The most important attribute that any ambassador brings to his or her post is standing in Washington, not a knowledge of the politics or language or culture of the nation to which he or she is accredited, as important as those are. As the one-time floor leader of the Republicans in the Senate and chief of staff in the White House, Baker's telephone calls to the secretary of state or the White House's national security adviser will be certain to be answered.

Moreover, the Japanese put much stock in so-called "big names," and Ambassador Baker, once confirmed by the Senate, will follow in the footsteps of the redoubtable Sen.
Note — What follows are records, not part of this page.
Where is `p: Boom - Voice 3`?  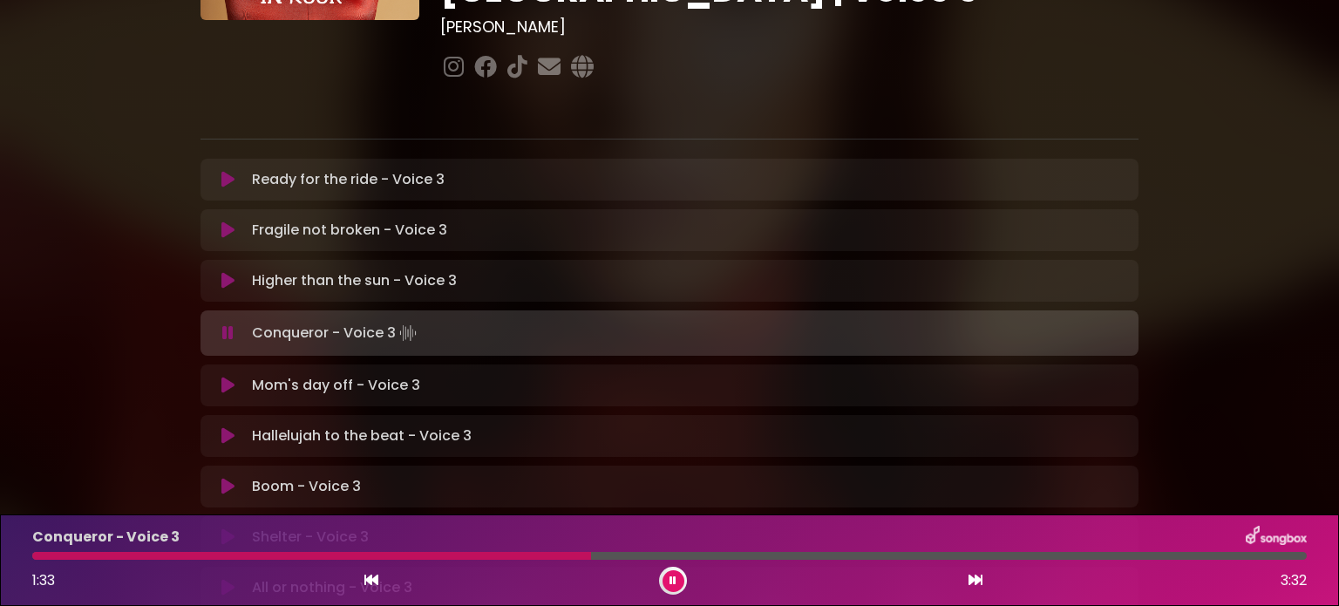 p: Boom - Voice 3 is located at coordinates (306, 486).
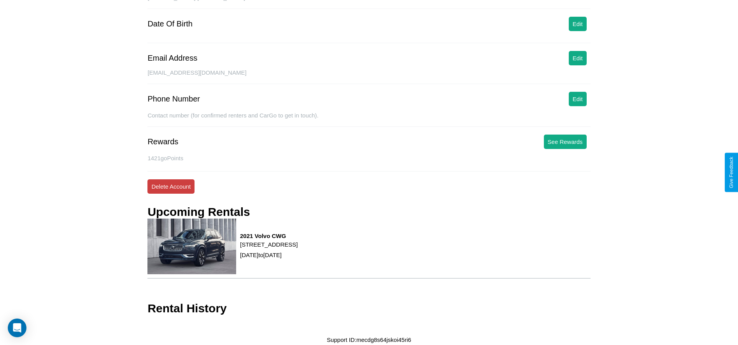 The image size is (738, 345). Describe the element at coordinates (171, 186) in the screenshot. I see `button: Delete Account` at that location.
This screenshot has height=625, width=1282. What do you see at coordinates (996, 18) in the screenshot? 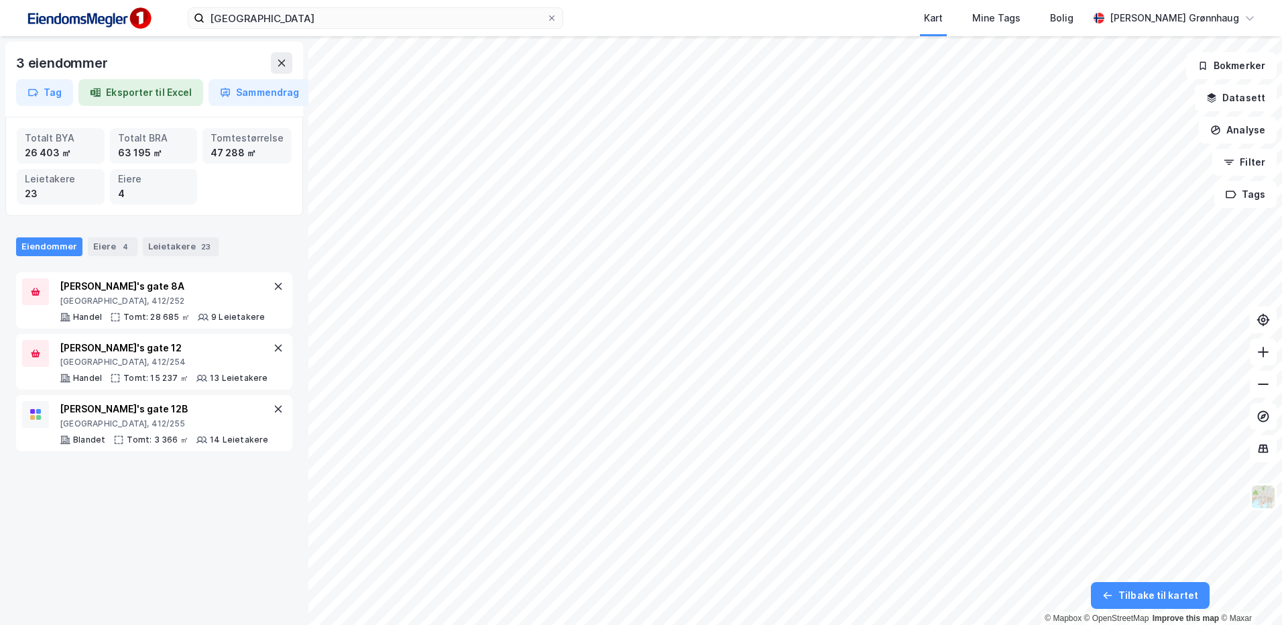
I see `div: Mine Tags` at bounding box center [996, 18].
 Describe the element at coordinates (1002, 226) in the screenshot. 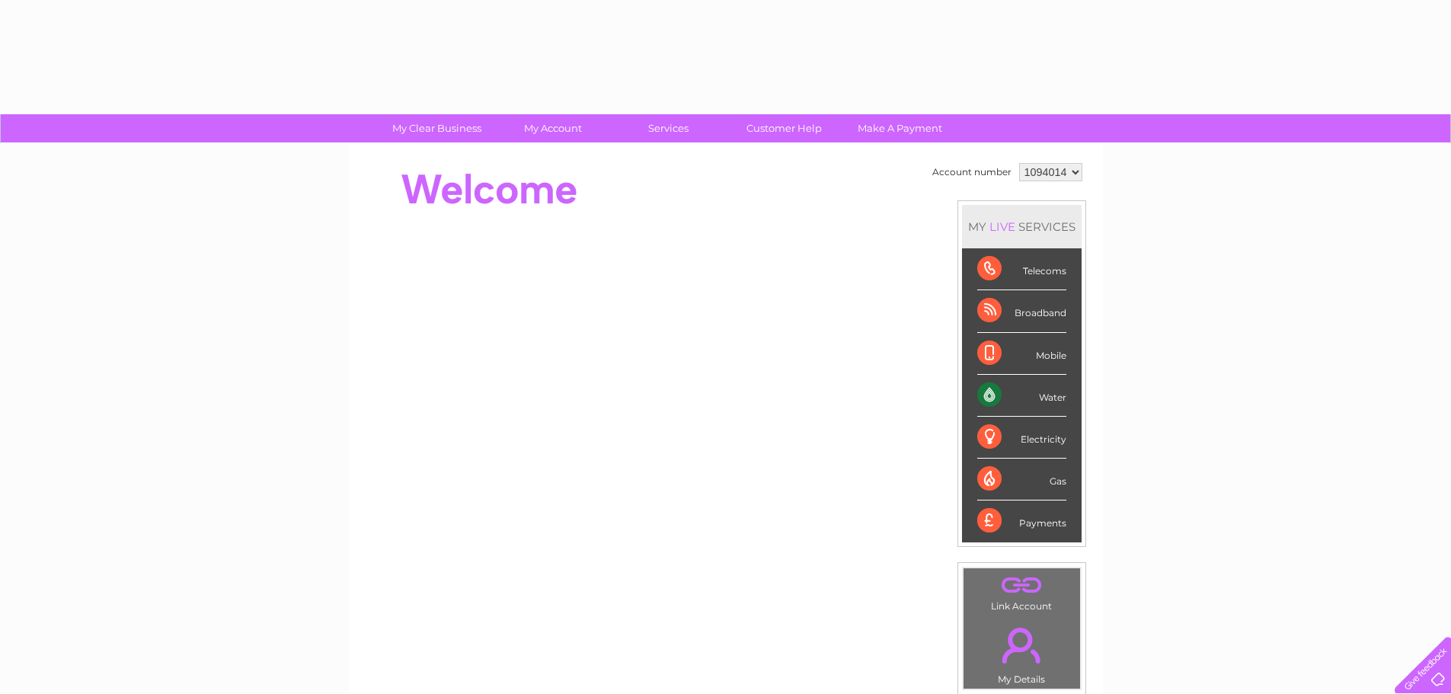

I see `div: LIVE` at that location.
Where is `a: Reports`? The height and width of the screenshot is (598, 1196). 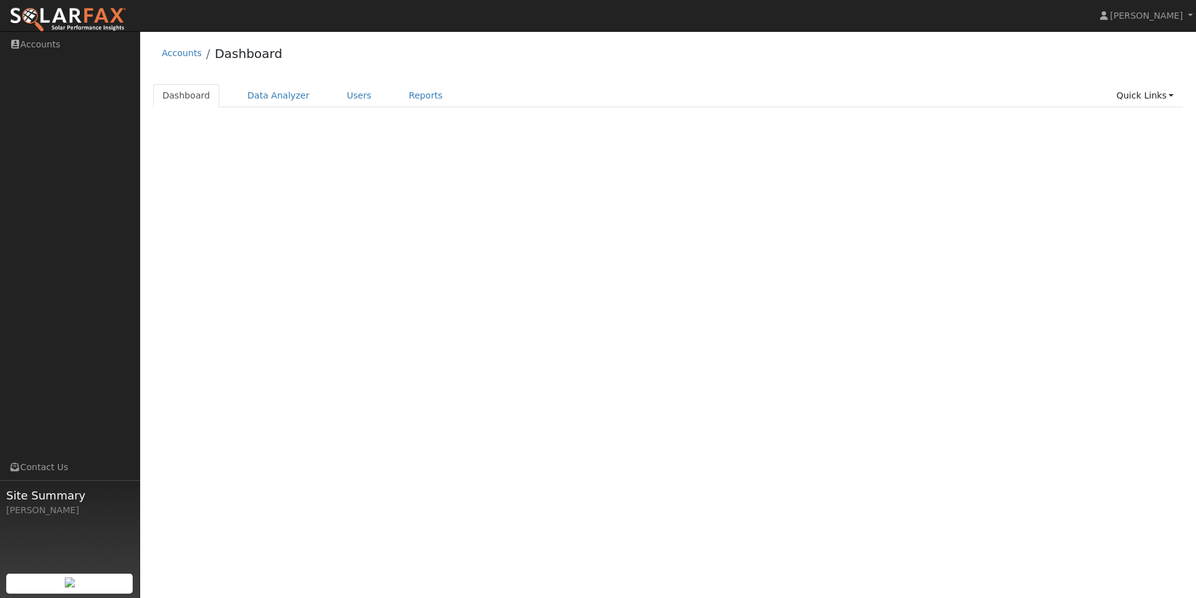
a: Reports is located at coordinates (426, 95).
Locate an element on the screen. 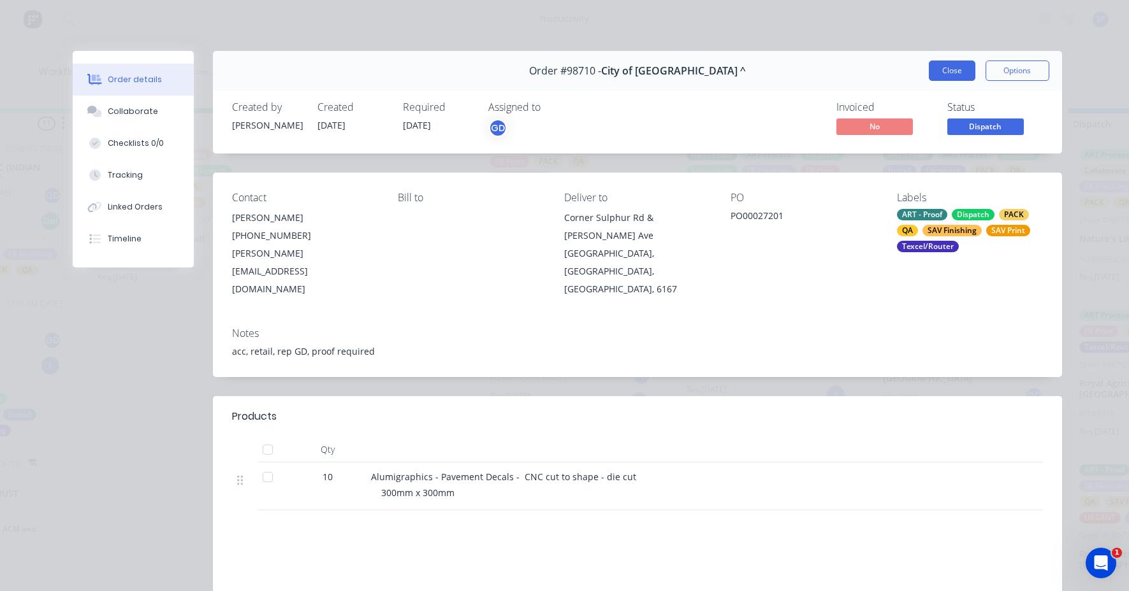 Image resolution: width=1129 pixels, height=591 pixels. div: Assigned to is located at coordinates (552, 107).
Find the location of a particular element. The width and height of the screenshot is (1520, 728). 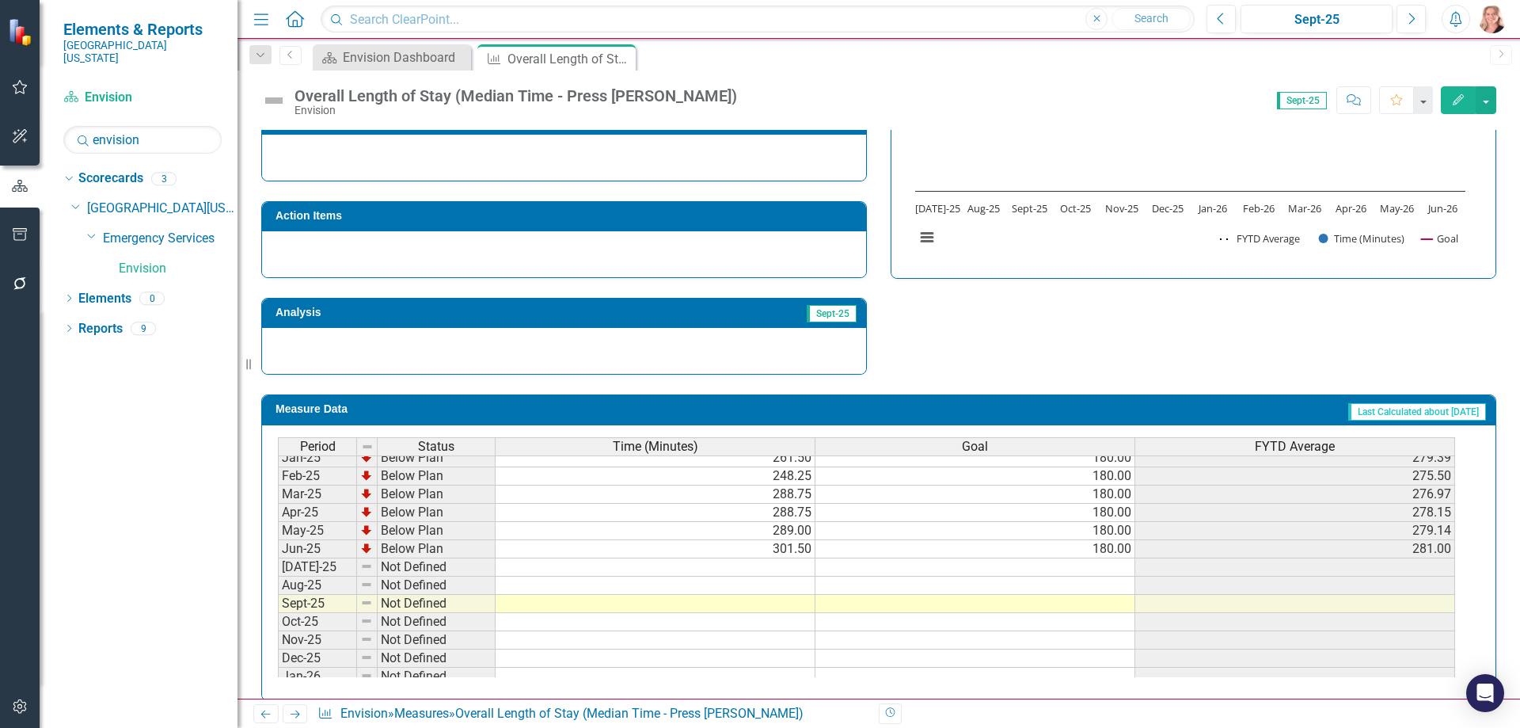

div: Envision Dashboard is located at coordinates (405, 57).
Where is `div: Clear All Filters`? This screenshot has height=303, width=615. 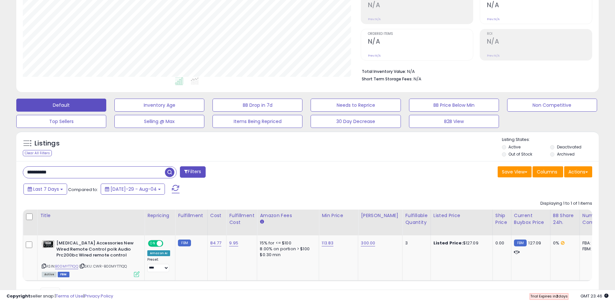 div: Clear All Filters is located at coordinates (37, 153).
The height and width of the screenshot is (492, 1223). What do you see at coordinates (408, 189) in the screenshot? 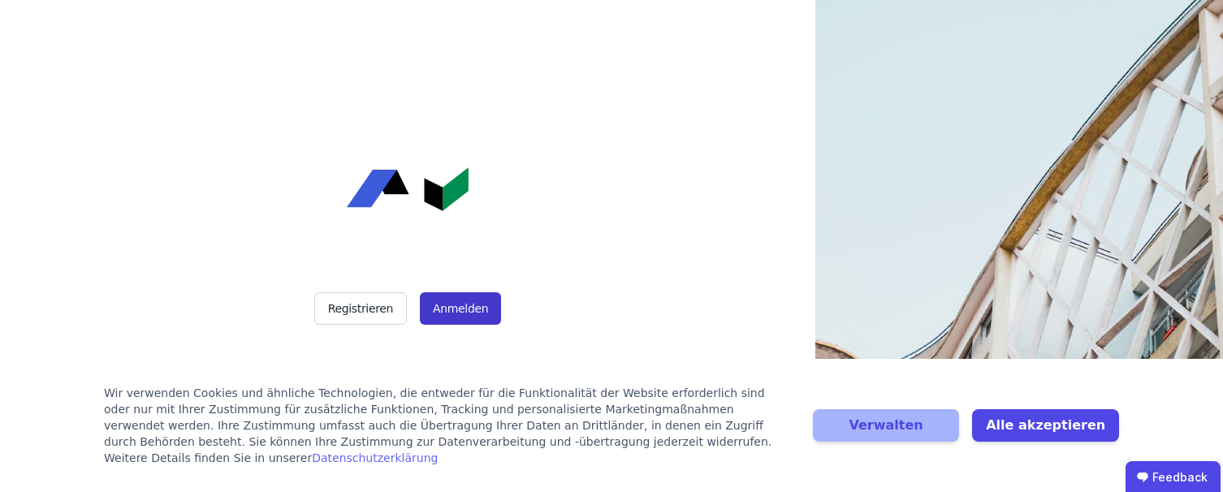
I see `img: Concular` at bounding box center [408, 189].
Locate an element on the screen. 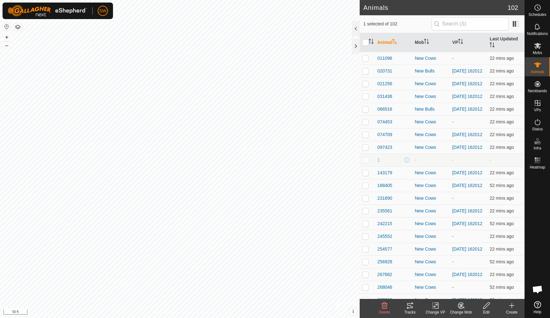 This screenshot has height=318, width=550. span: 066516 is located at coordinates (385, 109).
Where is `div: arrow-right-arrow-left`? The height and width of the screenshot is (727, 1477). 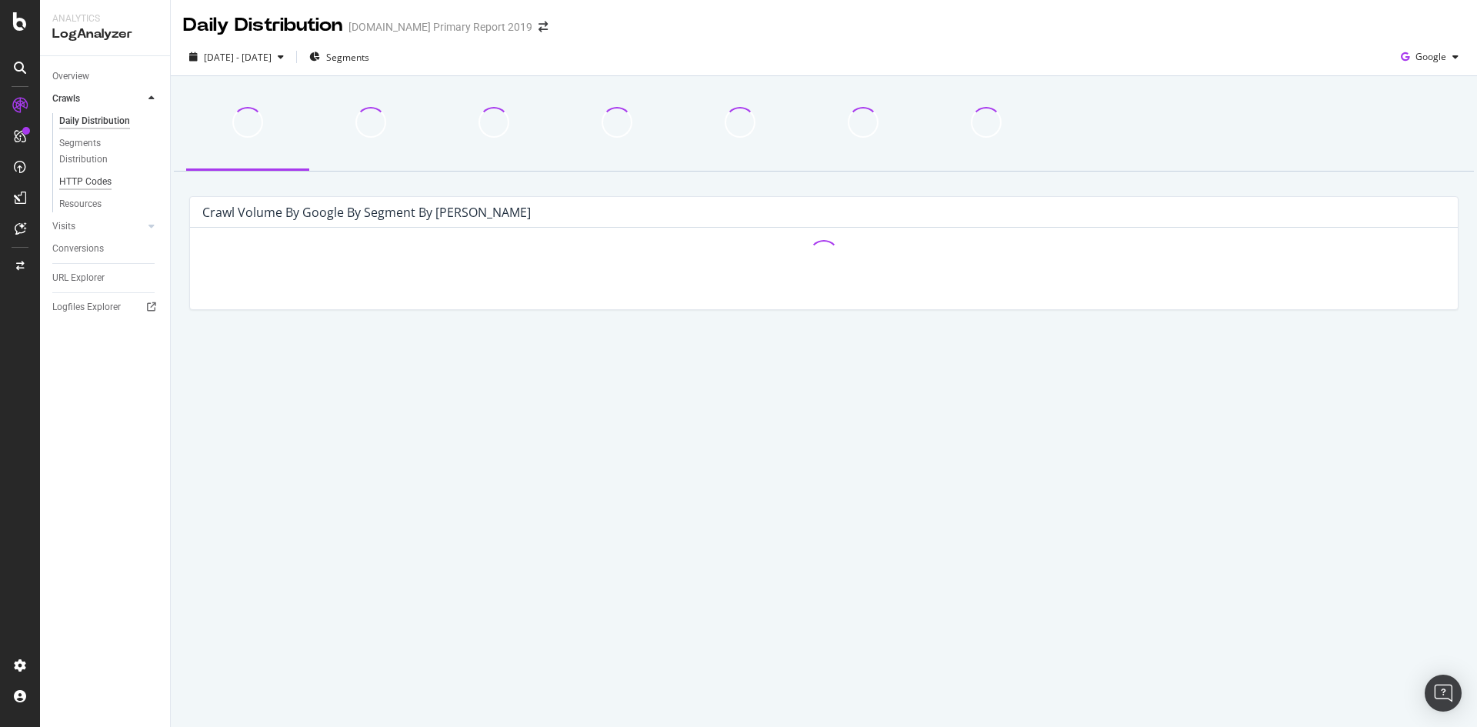 div: arrow-right-arrow-left is located at coordinates (543, 27).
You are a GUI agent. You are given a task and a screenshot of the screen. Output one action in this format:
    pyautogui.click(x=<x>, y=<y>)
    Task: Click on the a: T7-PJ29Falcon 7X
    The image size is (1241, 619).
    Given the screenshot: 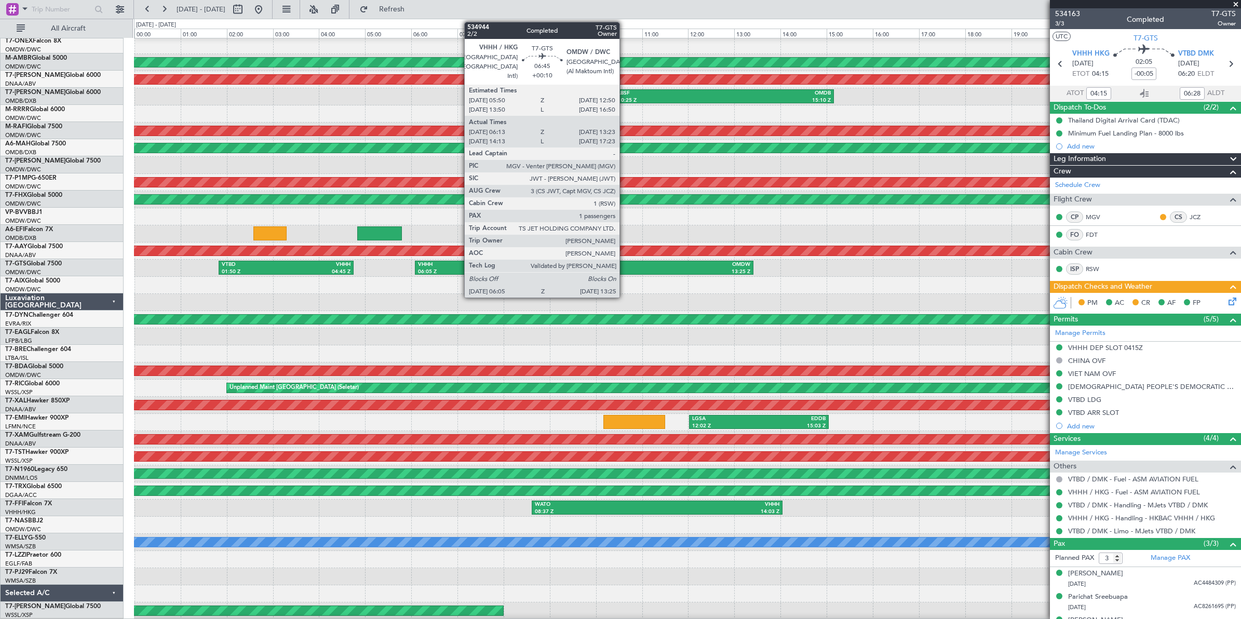 What is the action you would take?
    pyautogui.click(x=31, y=572)
    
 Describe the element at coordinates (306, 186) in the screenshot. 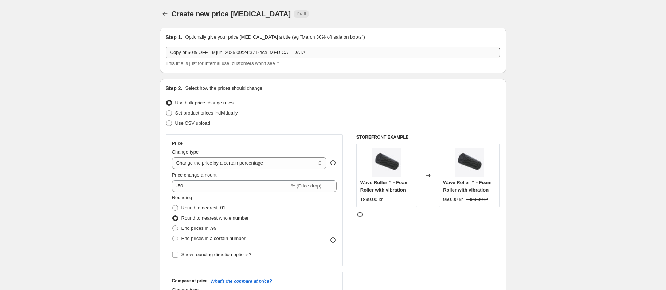

I see `span: % (Price drop)` at that location.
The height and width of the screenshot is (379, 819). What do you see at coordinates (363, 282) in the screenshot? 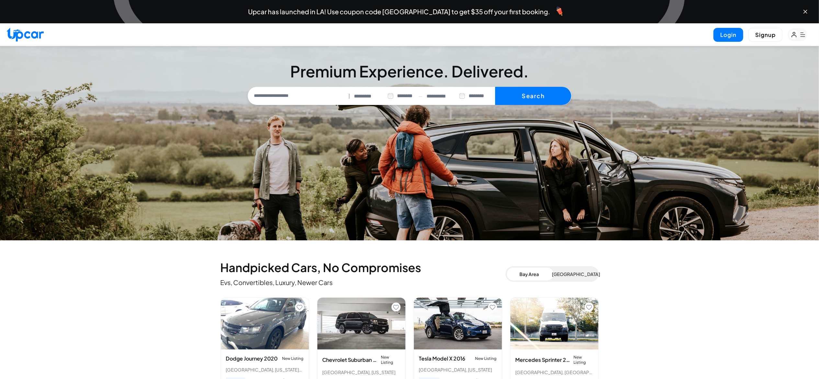
I see `p: Evs, Convertibles, Luxury, Newer Cars` at bounding box center [363, 282].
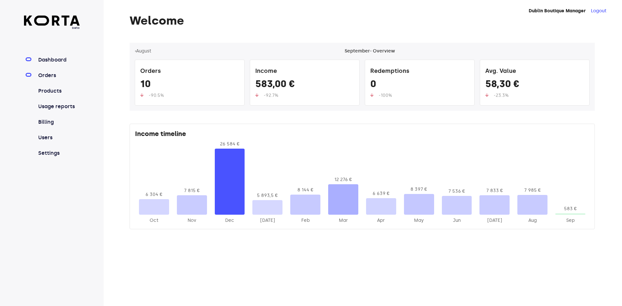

Mike Mansfield, once the Democratic floor leader who served both Democratic and Republican presidents, and the able Thomas Foley, one-time speaker of the House and the current ambassador.

For no state in the union are relations between the United States and Japan more vital than to Hawaii, given the heavy dependence of our economy on tourism from Japan. The largest contingent of U.S. forces deployed in Asia is the 47,000 stationed in Japan, mostly on the island of Okinawa. The cultural ties between Japan and Hawaii are well-known.

In most cases, the American ambassador to Japan stops in Hawaii to confer with the commander-in-chief of U.S. forces in the Pacific not only on security but on diplomacy as the role of those admirals has evolved over the years. They are as much military diplomats as warfighters and must work in tandem with American ambassadors in Asia. Officers at the Pacific Command expect Ambassador Baker to visit here on his way to Tokyo.

Similarly, Governor Cayetano is expected to invite the new ambassador, once he has been confirmed, to visit Hawaii so that he can brief Baker on Hawaii's concerns in U.S.-Japan relations.

In addition to Senator Baker, America will be well-represented in Japan by Senator Kassebaum, who was the first woman elected to the Senate in her own right, not as a widow taking her husband's place. She is also no stranger to diplomacy, having served on the Foreign Relations Committee for many years, and earning a reputation as a quiet builder of consensus. More applause for her.






Published by Oahu Publications Inc., a subsidiary of Black Press.